Sunday, December 9, 2018

MovieMonday: The Grinch -- and Grinches Past



Here we have the latest iteration of a holiday tale that had its debut in a children's picture book 61 years ago.  Everyone knows the story by now -- a cranky green-furred animal tries and fails to quash the Christmas spirit in a friendly village called Whoville.

This is the first 3-D computer-animated Grinch story, and it comes from the Illumination group that produced the "Despicable Me" series, among other films, all of which were very popular.

The imagery is creative and lovingly detailed, and the characters -- including the Grinch, in his way -- are winsome.  The narrative remains faithful to the original story's large and small elements. 

Small children will enjoy the story, as will teenagers and adults who remember earlier Grinch encounters from their own childhoods.

The themes, secular then and now, are two:  It is good to be nice, and Christmas is about more than decorations and presents.

Perhaps what is most remarkable is the enduring popularity of a very simple story.


The Grinch Evolution

1957:   Book

"How the Grinch Stole Christmas!", a 64-page picture book, was released in time for the holiday season.  Over subsequent years, it became a seasonal standard, selling many millions of copies. The cave-dwelling Grinch and his antics were the story, augmented with bit parts for his dog, Max, and a little girl, Cindy Lou, against the background of the always happy population of Whoville.


1964:  Cartoon

The estimable Chuck Jones (creator of Wile E. Coyote and other Looney Tunes stars) organized a hand-drawn Grinch television cartoon with the help of author Dr. Seuss (Theodor Geisel.) They added a couple songs -- notably "You're a Bad One, Mr. Grinch" -- and enlisted Boris Karloff, the famed horror movie actor, to narrate.  The cartoon ran about 22 minutes, 25 minutes with credits, and was perfect for a 30-minute children's show.


1994: The Musical

A Minneapolis children's theater group produced a musical play that later became a holiday staple at a San Diego playhouse, then moved to Broadway for seasonal runs from 2006 to 2008 and fanned out in road companies around the country.  The stars were all costumed humans, and the story was stretched, presumably with humorous pranks and songs, into a 90-minute entertainment appropriate for family audiences.


2000:  The First Movie


Director Ron Howard released a more detailed film that starred Jim Carrey as Jim Carrey the Grinch.  The story was padded substantially, giving the Grinch an origin story and paying more attention to Max and Cindy Lou.  Other characters were added, including Cindy Lou's postmaster father and her ga-ga-for-gifts mother, a pompous Whoville  mayor,  and, yes, a sort-of Grinch love interest.  Actors playing the citizens of Whoville were fitted out with unusual upturned noses and pouchy upper lips (see Cindy Lou's father at left), and new songs were added to the cartoon's music.  The whole business clocked in at just under two hours.





2018: The Second Movie

The new film is not quite as long as the 2000 one, but still is much longer than the original story.  It also is attuned to the current moment.  Cindy Lou has an overworked single mom. Whoville has a female mayor. The relationship between the Grinch and his dog is more fully developed and resembles that of  Wallace and Gromit from the popular claymation series of the 1990s.  Before outfitting Max with the book's pseudo-reindeer horn, the Grinch recruits a real reindeer, a sweet plus-sized fellow named Fred, to lead his sleigh.  In addition to a Grinch-Whoville reconciliation, the film ends with a Christmas feast.  Old Grinch songs are sung, plus traditional carols and new hip-hop numbers.


Conclusion

The original Grinch story was an abbreviated version of Dickens' "A Christmas Carol" aimed at the K-3 crowd.  The basic story elements never have changed.

The appeal never seems to subside.  The original storybook is on teachers' and librarians' lists of the best 100 children's books of all time.  Regional theater troupes still perform the musical version in December.  Families still gather around the television to watch the 1964 cartoon and the 2000 movie on television and streaming channels, respectively.  The current film either will get a second theatrical release in 2019 or start streaming on premium channels as well.

For a country that increasingly seems to be populated by non-Christians and adamant atheists, that's pretty remarkable.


Reproduce every line of the data, exactly and without its pictures.

---------- Task input

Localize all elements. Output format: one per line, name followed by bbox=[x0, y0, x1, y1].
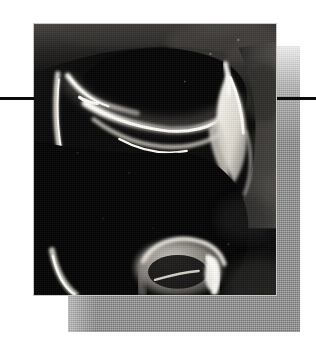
horizontal-rule-right bbox=[277, 97, 316, 100]
figure-root bbox=[0, 0, 316, 347]
mri-knee-sagittal-image bbox=[34, 24, 276, 295]
mri-photo-frame bbox=[33, 23, 277, 296]
horizontal-rule-left bbox=[0, 97, 34, 100]
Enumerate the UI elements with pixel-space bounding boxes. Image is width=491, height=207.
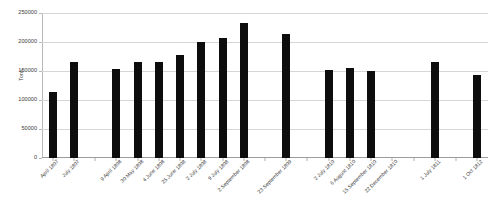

--------------------

■ Completed exercise
Localize all elements. Output format: one per line, name followed by bbox=[x0, y0, x1, y1].
horizontal-rule-right bbox=[277, 97, 316, 100]
figure-root bbox=[0, 0, 316, 347]
mri-knee-sagittal-image bbox=[34, 24, 276, 295]
mri-photo-frame bbox=[33, 23, 277, 296]
horizontal-rule-left bbox=[0, 97, 34, 100]
Enumerate the UI elements with pixel-space bounding boxes. Image is width=491, height=207.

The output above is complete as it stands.